Dive Brief:
- Axovant Sciences said Tuesday its experimental Alzheimer's disease drug failed to beat out placebo in a closely watched study, marking the latest setback in a long string of clinical failures for drug development in the field.
- Treatment with intepirdine, as Axovant's drug is known, didn't improve either cognition or daily living activities in patients with mild to moderate Alzheimer's disease when added to background treatment with donepezil.
- The study's failure — while not entirely surprising given the history of Alzheimer's research — sent shares in the company down more than 70% Tuesday. Axovant said it doesn't plan to invest further in developing intepirdine as a treatment for Alzheimer's, although studies in other indications will continue.
Dive Insight:
Investors in Axovant had pinned their hopes on the company's ability to find success where big pharma failed. The biotech, founded by Vivek Ramaswamy and now run by former Medivation CEO David Hung, acquired intepirdine from GlaxoSmithKline plc in 2014 for only $5 million after the drug's failure in mid-stage studies dimmed the British drugmakers's interest in further development.
But Ramaswamy, who left Wall Street to mine pharma pipelines for underappreciated assets, saw promise in the drug, taking Axovant public in 2015 with a $315 million initial public offering.
Over the past year, high-profile failures from Eli Lilly & Co., Merck & Co. and Danish drugmaker Lundbeck A/S helped to shift attention toward Axovant's efforts. Unlike most drugs developed for Alzheimer's that target the disease's hallmark amyloid plaques, Axovant's intepirdine is a 5-HT6 antagonist. Ramaswamy, and later Hung, believed combining intepirdine with the generic Alzheimer's drug donepezil could help improve cognition by spurring the release of a neurotransmitter associated with memory and alertness.
Success from Axovant's Phase 3 study would have meant potentially billions in sales opportunity, as the industry's continued failure to find an answer to the devastating disease has made it a dramatically underserved market.
Yet, intepirdine proved to be no better than placebo, failing to show any significant benefit on two scales used to assess Alzheimer's disease progression. On one, a measure of patient's ability to do daily activities, intepirdine's effect was essentially the same as placebo.
Speaking with analysts Tuesday morning, Hung said the data showed insufficient evidence of efficacy to justify further investment with intiperdine in Alzheimer's.
The CEO did sound a hopeful note on a Phase 2 study testing the drug in patients who have dementia with Lewy bodies. That trial will read out at the end of 2017, and Hung believes intepirdine could elicit a greater response than seen in Alzheimer's.
But the failure of MINDSET to show any signs of efficacy will erase much of the optimism in Axovant. In some ways, the setback echoes an ealier disappointment in Hung's career. While head of Medivation, Hung led the company's efforts to develop an Alzheimer's drug called Dimebon (latrepirdine), only to see the treatment miss its primary and secondary endpoints in a 2010 Phase 3 study.
Hung subsequently pivoted Medivation into oncology, where it found success with the prostate cancer drug Xtandi (enzalutamide) — later spurring Pfizer, Inc to buy the biotech for a princely $14 billion.
He'll have to work similar magic at Axovant. Hung said Tuesday the company began looking at potential assets to pick up several months ago and will continue to build its pipeline.
Axovant listed nearly $300 million in cash on its balance sheet, giving it the resources it will need to pivot from MINDSET's failure.
Editors' note: This article has been updated to reflect Axovant Sciences' share price as of close of market Tuesday.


Show each line of the listing in which the word "information" occurs.
━━━ Given entries ━━━
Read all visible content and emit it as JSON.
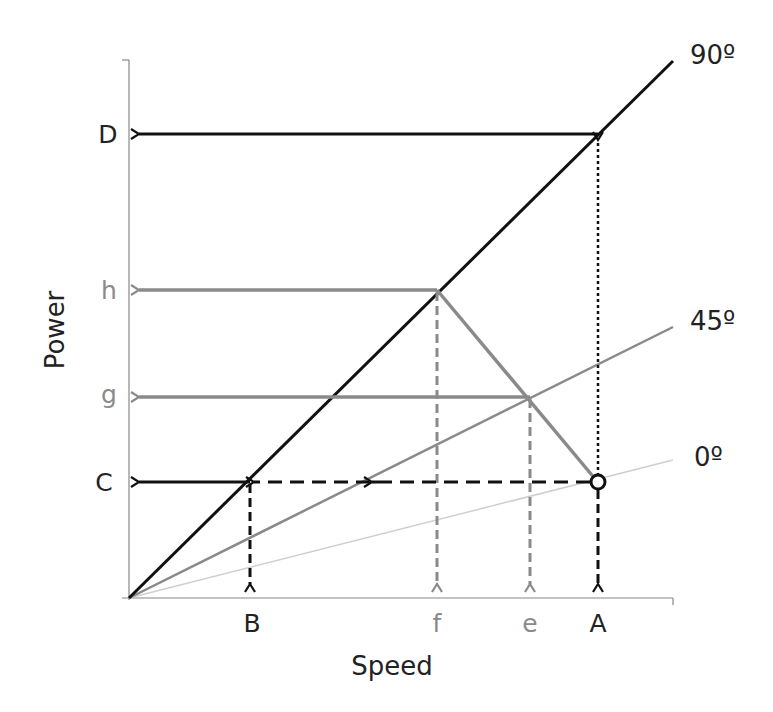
{
  "diagram": {
    "axes": {
      "x_label": "Speed",
      "y_label": "Power",
      "origin": [
        129,
        598
      ],
      "x_end": 673,
      "y_end": 60
    },
    "lines": [
      {
        "name": "90-degree-line",
        "label": "90º",
        "end": [
          673,
          61
        ],
        "color": "#111111",
        "width": 3
      },
      {
        "name": "45-degree-line",
        "label": "45º",
        "end": [
          673,
          327
        ],
        "color": "#8a8a8a",
        "width": 2.5
      },
      {
        "name": "0-degree-line",
        "label": "0º",
        "end": [
          673,
          460
        ],
        "color": "#cfcfcf",
        "width": 1.5
      }
    ],
    "y_ticks": [
      {
        "label": "D",
        "y": 134,
        "color": "#222222"
      },
      {
        "label": "h",
        "y": 290,
        "color": "#8a8a8a"
      },
      {
        "label": "g",
        "y": 397,
        "color": "#8a8a8a"
      },
      {
        "label": "C",
        "y": 482,
        "color": "#222222"
      }
    ],
    "x_ticks": [
      {
        "label": "B",
        "x": 250,
        "color": "#222222"
      },
      {
        "label": "f",
        "x": 437,
        "color": "#8a8a8a"
      },
      {
        "label": "e",
        "x": 530,
        "color": "#8a8a8a"
      },
      {
        "label": "A",
        "x": 598,
        "color": "#222222"
      }
    ],
    "points": {
      "A_point": [
        598,
        482
      ],
      "D_point": [
        598,
        134
      ],
      "h_point": [
        437,
        290
      ],
      "g_point": [
        530,
        397
      ],
      "B_point": [
        250,
        482
      ]
    },
    "colors": {
      "black": "#111111",
      "gray": "#8a8a8a",
      "light_gray": "#cfcfcf",
      "axis": "#888888"
    }
  }
}
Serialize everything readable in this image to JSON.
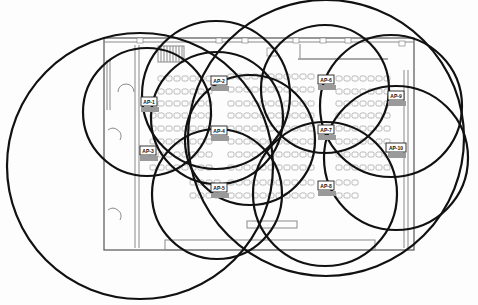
{
  "diagram": {
    "type": "wifi-coverage-floor-plan",
    "access_points": [
      {
        "id": "AP-1",
        "label": "AP-1",
        "x": 149,
        "y": 101
      },
      {
        "id": "AP-2",
        "label": "AP-2",
        "x": 219,
        "y": 80
      },
      {
        "id": "AP-3",
        "label": "AP-3",
        "x": 148,
        "y": 150
      },
      {
        "id": "AP-4",
        "label": "AP-4",
        "x": 219,
        "y": 130
      },
      {
        "id": "AP-5",
        "label": "AP-5",
        "x": 219,
        "y": 187
      },
      {
        "id": "AP-6",
        "label": "AP-6",
        "x": 326,
        "y": 79
      },
      {
        "id": "AP-7",
        "label": "AP-7",
        "x": 326,
        "y": 129
      },
      {
        "id": "AP-8",
        "label": "AP-8",
        "x": 326,
        "y": 185
      },
      {
        "id": "AP-9",
        "label": "AP-9",
        "x": 396,
        "y": 95
      },
      {
        "id": "AP-10",
        "label": "AP-10",
        "x": 396,
        "y": 147
      }
    ],
    "coverage_circles": [
      {
        "cx": 140,
        "cy": 166,
        "r": 133
      },
      {
        "cx": 147,
        "cy": 112,
        "r": 64
      },
      {
        "cx": 216,
        "cy": 95,
        "r": 74
      },
      {
        "cx": 217,
        "cy": 118,
        "r": 66
      },
      {
        "cx": 250,
        "cy": 140,
        "r": 65
      },
      {
        "cx": 217,
        "cy": 194,
        "r": 65
      },
      {
        "cx": 326,
        "cy": 138,
        "r": 138
      },
      {
        "cx": 325,
        "cy": 89,
        "r": 64
      },
      {
        "cx": 391,
        "cy": 106,
        "r": 71
      },
      {
        "cx": 396,
        "cy": 158,
        "r": 72
      },
      {
        "cx": 325,
        "cy": 194,
        "r": 72
      }
    ],
    "colors": {
      "circle_stroke": "#111111",
      "floorplan_line": "#8a8a8a",
      "background": "#fdfdfd"
    }
  }
}
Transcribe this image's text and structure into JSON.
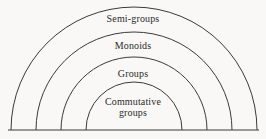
{
  "figure": {
    "background_color": "#f9f8f6",
    "line_color": "#3a3a3a",
    "text_color": "#2b2b2b",
    "width": 266,
    "height": 139
  },
  "diagram": {
    "center_x": 134,
    "baseline_y": 130,
    "baseline_x_start": 8,
    "baseline_x_end": 259,
    "bands": [
      {
        "index": 0,
        "label": "Semi-groups",
        "radius": 123,
        "left_foot_x": 11,
        "right_foot_x": 257,
        "apex_y": 8,
        "label_y": 19
      },
      {
        "index": 1,
        "label": "Monoids",
        "radius": 98,
        "left_foot_x": 36,
        "right_foot_x": 232,
        "apex_y": 33,
        "label_y": 46
      },
      {
        "index": 2,
        "label": "Groups",
        "radius": 73,
        "left_foot_x": 61,
        "right_foot_x": 207,
        "apex_y": 58,
        "label_y": 74
      },
      {
        "index": 3,
        "label": "Commutative\ngroups",
        "radius": 48,
        "left_foot_x": 86,
        "right_foot_x": 182,
        "apex_y": 83,
        "label_y": 102
      }
    ]
  }
}
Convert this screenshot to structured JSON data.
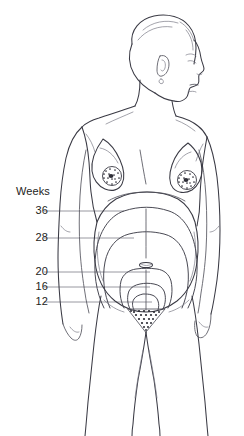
{
  "illustration": {
    "title": "Fundal height by week of pregnancy",
    "subject": "pregnant-female-figure-anterior-view",
    "background_color": "#ffffff",
    "outline_color": "#3a3a44",
    "leader_line_color": "#8d8d95"
  },
  "legend": {
    "header": "Weeks",
    "markers": [
      {
        "weeks": "36",
        "label_y": 211,
        "leader_x_start": 44,
        "leader_x_end": 122
      },
      {
        "weeks": "28",
        "label_y": 238,
        "leader_x_start": 44,
        "leader_x_end": 122
      },
      {
        "weeks": "20",
        "label_y": 272,
        "leader_x_start": 44,
        "leader_x_end": 122
      },
      {
        "weeks": "16",
        "label_y": 287,
        "leader_x_start": 44,
        "leader_x_end": 122
      },
      {
        "weeks": "12",
        "label_y": 302,
        "leader_x_start": 44,
        "leader_x_end": 122
      }
    ]
  },
  "anatomy": {
    "parts": [
      "head-profile-right-facing",
      "short-hair",
      "ear",
      "neck",
      "shoulders",
      "left-arm",
      "right-arm",
      "left-breast",
      "right-breast",
      "gravid-abdomen",
      "umbilicus",
      "linea-nigra",
      "pubic-triangle",
      "left-thigh",
      "right-thigh"
    ]
  }
}
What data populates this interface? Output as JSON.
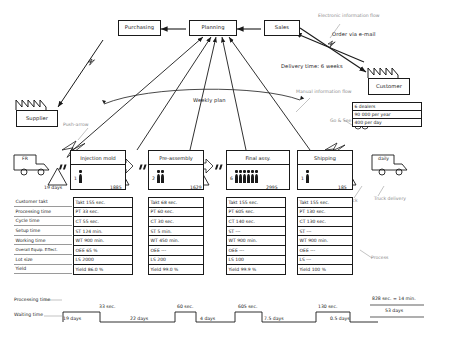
{
  "top_boxes": {
    "purchasing": "Purchasing",
    "planning": "Planning",
    "sales": "Sales"
  },
  "entities": {
    "supplier": "Supplier",
    "customer": "Customer"
  },
  "annotations": {
    "electronic_information_flow": "Electronic information flow",
    "order_via_email": "Order via e-mail",
    "delivery_time": "Delivery time: 6 weeks",
    "manual_information_flow": "Manual information flow",
    "weekly_plan": "Weekly plan",
    "go_and_see": "Go & See",
    "push_arrow": "Push-arrow",
    "truck_delivery": "Truck delivery",
    "stock": "Stock",
    "process": "Process",
    "truck_inbound": "FR",
    "truck_outbound": "daily"
  },
  "customer_demand": {
    "rows": [
      "6 dealers",
      "90 000 per year",
      "400 per day"
    ]
  },
  "processes": [
    {
      "name": "Injection mold",
      "operators": "1",
      "worker_count": 1
    },
    {
      "name": "Pre-assembly",
      "operators": "2",
      "worker_count": 2
    },
    {
      "name": "Final assy.",
      "operators": "6",
      "worker_count": 6
    },
    {
      "name": "Shipping",
      "operators": "1",
      "worker_count": 1
    }
  ],
  "inventories": [
    {
      "value": "19 days"
    },
    {
      "value": "1885"
    },
    {
      "value": "1629"
    },
    {
      "value": "2995"
    },
    {
      "value": "185"
    }
  ],
  "data_box": {
    "row_labels": [
      "Customer takt",
      "Processing time",
      "Cycle time",
      "Setup time",
      "Working time",
      "Overall Equip. Effect.",
      "Lot size",
      "Yield"
    ],
    "columns": [
      [
        "Takt 155 sec.",
        "PT    33 sec.",
        "CT    55 sec.",
        "ST    124 min.",
        "WT   900 min.",
        "OEE  65 %",
        "LS 2000",
        "Yield 86.0 %"
      ],
      [
        "Takt 68 sec.",
        "PT    60 sec.",
        "CT    30 sec.",
        "ST    5 min.",
        "WT   450 min.",
        "OEE   ---",
        "LS 200",
        "Yield 99.0 %"
      ],
      [
        "Takt 155 sec.",
        "PT   605 sec.",
        "CT   140 sec.",
        "ST     ---",
        "WT   900 min.",
        "OEE   ---",
        "LS 100",
        "Yield 99.9 %"
      ],
      [
        "Takt 155 sec.",
        "PT   130 sec.",
        "CT   130 sec.",
        "ST     ---",
        "WT   900 min.",
        "OEE   ---",
        "LS   ---",
        "Yield 100 %"
      ]
    ]
  },
  "timeline": {
    "processing_label": "Processing time",
    "waiting_label": "Waiting time",
    "processing_values": [
      "33 sec.",
      "60 sec.",
      "605 sec.",
      "130 sec."
    ],
    "waiting_values": [
      "19 days",
      "22 days",
      "4 days",
      "7.5 days",
      "0.5 days"
    ],
    "total_processing": "828 sec. = 14 min.",
    "total_waiting": "53 days"
  }
}
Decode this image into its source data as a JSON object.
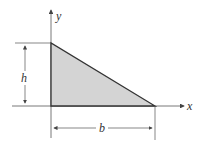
{
  "diagram": {
    "shape": "right triangle",
    "fill_color": "#d4d4d4",
    "stroke_color": "#333333",
    "axes": {
      "x_label": "x",
      "y_label": "y"
    },
    "dimensions": {
      "height_label": "h",
      "base_label": "b"
    }
  }
}
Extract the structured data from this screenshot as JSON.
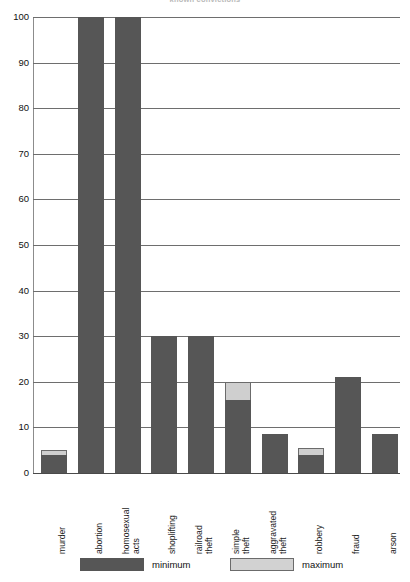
{
  "chart_data": {
    "type": "bar",
    "title": "known convictions",
    "xlabel": "",
    "ylabel": "",
    "ylim": [
      0,
      100
    ],
    "yticks": [
      0,
      10,
      20,
      30,
      40,
      50,
      60,
      70,
      80,
      90,
      100
    ],
    "grid": true,
    "legend_position": "bottom",
    "categories": [
      "murder",
      "abortion",
      "homosexual\nacts",
      "shoplifting",
      "railroad\ntheft",
      "simple\ntheft",
      "aggravated\ntheft",
      "robbery",
      "fraud",
      "arson"
    ],
    "series": [
      {
        "name": "minimum",
        "color": "#565656",
        "values": [
          4,
          100,
          100,
          30,
          30,
          16,
          8.5,
          4,
          21,
          8.5
        ]
      },
      {
        "name": "maximum",
        "color": "#d2d2d2",
        "values": [
          5,
          100,
          100,
          30,
          30,
          20,
          8.5,
          5.5,
          21,
          8.5
        ]
      }
    ]
  },
  "legend": {
    "minimum_label": "minimum",
    "maximum_label": "maximum"
  },
  "colors": {
    "minimum": "#565656",
    "maximum": "#d2d2d2",
    "gridline": "#6e6e6e",
    "axis": "#4a4a4a",
    "background": "#ffffff"
  }
}
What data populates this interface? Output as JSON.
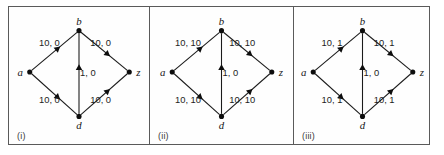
{
  "figure": {
    "type": "network-flow-diagram-triptych",
    "panel_count": 3
  },
  "panels": [
    {
      "caption": "(i)",
      "nodes": [
        {
          "id": "a",
          "label": "a",
          "x": 20,
          "y": 66
        },
        {
          "id": "b",
          "label": "b",
          "x": 70,
          "y": 24
        },
        {
          "id": "z",
          "label": "z",
          "x": 121,
          "y": 66
        },
        {
          "id": "d",
          "label": "d",
          "x": 70,
          "y": 111
        }
      ],
      "edges": [
        {
          "from": "a",
          "to": "b",
          "label": "10, 0",
          "label_x": 40,
          "label_y": 40
        },
        {
          "from": "b",
          "to": "z",
          "label": "10, 0",
          "label_x": 92,
          "label_y": 40
        },
        {
          "from": "a",
          "to": "d",
          "label": "10, 0",
          "label_x": 40,
          "label_y": 97
        },
        {
          "from": "d",
          "to": "z",
          "label": "10, 0",
          "label_x": 92,
          "label_y": 97
        },
        {
          "from": "d",
          "to": "b",
          "label": "1, 0",
          "label_x": 79,
          "label_y": 70
        }
      ]
    },
    {
      "caption": "(ii)",
      "nodes": [
        {
          "id": "a",
          "label": "a",
          "x": 22,
          "y": 66
        },
        {
          "id": "b",
          "label": "b",
          "x": 72,
          "y": 24
        },
        {
          "id": "z",
          "label": "z",
          "x": 123,
          "y": 66
        },
        {
          "id": "d",
          "label": "d",
          "x": 72,
          "y": 111
        }
      ],
      "edges": [
        {
          "from": "a",
          "to": "b",
          "label": "10, 10",
          "label_x": 38,
          "label_y": 40
        },
        {
          "from": "b",
          "to": "z",
          "label": "10, 10",
          "label_x": 93,
          "label_y": 40
        },
        {
          "from": "a",
          "to": "d",
          "label": "10, 10",
          "label_x": 38,
          "label_y": 97
        },
        {
          "from": "d",
          "to": "z",
          "label": "10, 10",
          "label_x": 93,
          "label_y": 97
        },
        {
          "from": "d",
          "to": "b",
          "label": "1, 0",
          "label_x": 81,
          "label_y": 70
        }
      ]
    },
    {
      "caption": "(iii)",
      "nodes": [
        {
          "id": "a",
          "label": "a",
          "x": 19,
          "y": 66
        },
        {
          "id": "b",
          "label": "b",
          "x": 69,
          "y": 24
        },
        {
          "id": "z",
          "label": "z",
          "x": 120,
          "y": 66
        },
        {
          "id": "d",
          "label": "d",
          "x": 69,
          "y": 111
        }
      ],
      "edges": [
        {
          "from": "a",
          "to": "b",
          "label": "10, 1",
          "label_x": 38,
          "label_y": 40
        },
        {
          "from": "b",
          "to": "z",
          "label": "10, 1",
          "label_x": 91,
          "label_y": 40
        },
        {
          "from": "a",
          "to": "d",
          "label": "10, 1",
          "label_x": 38,
          "label_y": 97
        },
        {
          "from": "d",
          "to": "z",
          "label": "10, 1",
          "label_x": 91,
          "label_y": 97
        },
        {
          "from": "d",
          "to": "b",
          "label": "1, 0",
          "label_x": 78,
          "label_y": 70
        }
      ]
    }
  ],
  "colors": {
    "stroke": "#1b1b1b",
    "frame": "#5a5a5a",
    "background": "#ffffff",
    "node": "#0d0d0d"
  }
}
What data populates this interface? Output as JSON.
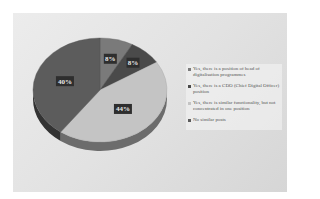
{
  "chart_data": {
    "type": "pie",
    "title": "",
    "three_d": true,
    "start_angle_deg": 0,
    "direction": "clockwise",
    "legend_position": "right",
    "slices": [
      {
        "label": "Yes, there is a position of head of digitalisation programmes",
        "value": 8,
        "display": "8%",
        "color": "#7a7a7a"
      },
      {
        "label": "Yes, there is a CDO (Chief Digital Officer) position",
        "value": 8,
        "display": "8%",
        "color": "#4a4a4a"
      },
      {
        "label": "Yes, there is similar functionality, but not concentrated in one position",
        "value": 44,
        "display": "44%",
        "color": "#c4c4c4"
      },
      {
        "label": "No similar posts",
        "value": 40,
        "display": "40%",
        "color": "#5c5c5c"
      }
    ]
  }
}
━━━
## Result
    "electronic_information_flow": "Electronic information flow",
    "manual_information_flow": "Manual information flow",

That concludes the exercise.